Monday, December 22, 2003

Learning from students
One of the good things about this period of assessing students is all the things I learn. Even the most boring load of low-level droning papers can teach me something about what students understand from textbooks, lectures and comments made to them. Reading the exams tells me about the curriculum, what should be adjusted, where we should make an effort to teach more or clearer next time around and where we pershaps should find some newer or more precise literature.

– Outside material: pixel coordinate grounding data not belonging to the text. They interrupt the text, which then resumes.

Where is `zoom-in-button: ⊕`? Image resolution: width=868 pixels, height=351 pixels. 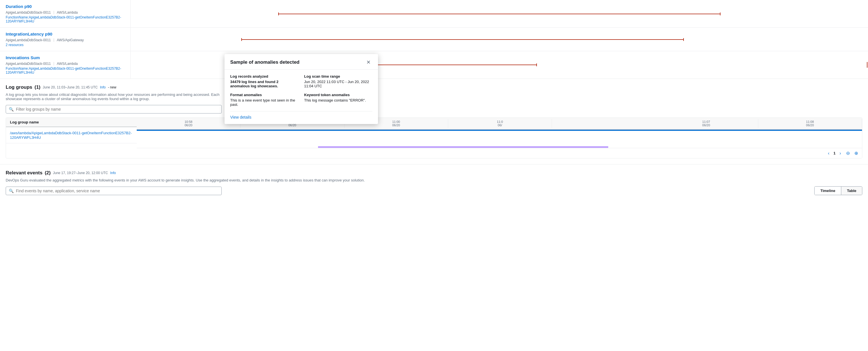
zoom-in-button: ⊕ is located at coordinates (856, 153).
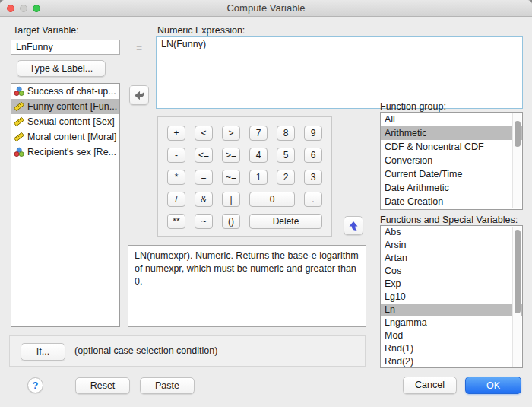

I am also learning a lot about methodology, of writing and structuring a paper, of different genres in paper writing and of the importance of those structures I sometimes feel like I am repeating to the extent of absolute boredom. I know how to spot a flawed hypothesis in three sentences, and I can tick the most common errors in most humanistic and social science theories and methodologies on my fingers at a moment's notice. Exams can do one thing: make professors better!

From the most recent batch of papers I have also had the incredible blessing of starting to think about two central concepts to my own work: flow and immersion. There is an immersion article out ther ewaiting to be written, and it should be coupled with among other concepts: flow. The working title in my head at the moment is seduction, immersion, flow and satisfaction. Of course, it is all about games, and it is all about pleasure, the pleasure of letting go. It's an article I have wanted to write for years, and it will be an essay written for my own pleasure, using my pet references. Just thinking of it makes me smile.

It's been a while since the thougt of writing and building a scholarly argument made me feel eager and happy. No matter if I finish this, just recognizing the feeling and cherishing it, in the middle of the chaos before Christmas, is really, really GOOD.